Impeachment trials have notably lacked drama or even importance. Often, they have been an anticlimax to the convulsive events that precipitated them. Andrew Johnson's trial extended over several months and was a tepid sideshow to the profound political and legal struggles that marked Reconstruction. The British Parliament considered Warren Hastings's fate sporadically for eight years after he was impeached for his mismanagement of India policies, a subject heatedly debated for decades. The constitutional stakes sometimes appear high, but impeachment is essentially a quasi-legal extension of politics.
The impeachment and trial of William Jefferson Clinton followed form. Here was a proceeding whose remarkable moments seem in retrospect to be Robert Byrd's bombastic oratory, Arlen Specter's idiosyncratic attempt to import Scottish law by rendering a verdict of "Not Proven," Henry Hyde's ongoing fits of pique toward the Senate and misguided media speculations about "concessions" and "compromise" after one of the House managers of the proceeding, Lindsey Graham, lightened up and said "reasonable people can disagree." Most senators even followed a script for their questions, asking ones planted by the lawyers or the leadership. The affair had all the spontaneity of a Pointillist painting.
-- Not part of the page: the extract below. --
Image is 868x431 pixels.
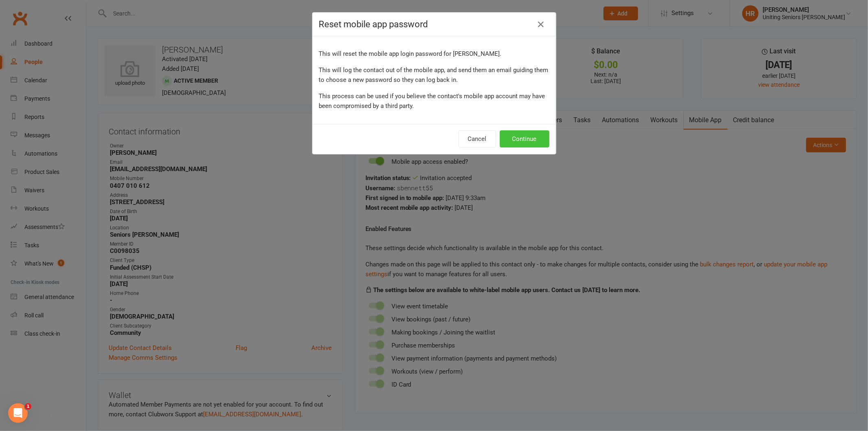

Jeffrey Toobin's A Vast Conspiracy and Joe Conason and Gene Lyons's The Hunting of the President treat impeachment briefly as a mere coda to earlier stories of alleged presidential wrongdoing. Both books recognize that the interesting and important political story centered on the assault against Clinton, which had gathered momentum after his election in 1992. That story was unscripted and owed more to accident and inadvertence than to design. The President and his wife were accused, among other things, of crooked land deals, suspected insider commodity trading, drug-running and complicity in the murder of a presidential-assistant-cum-alleged-paramour, Vincent Foster. Finally, we had the National Dirty Joke. The Toobin and Conason/Lyons books essentially tell the same story, and tell it rather well.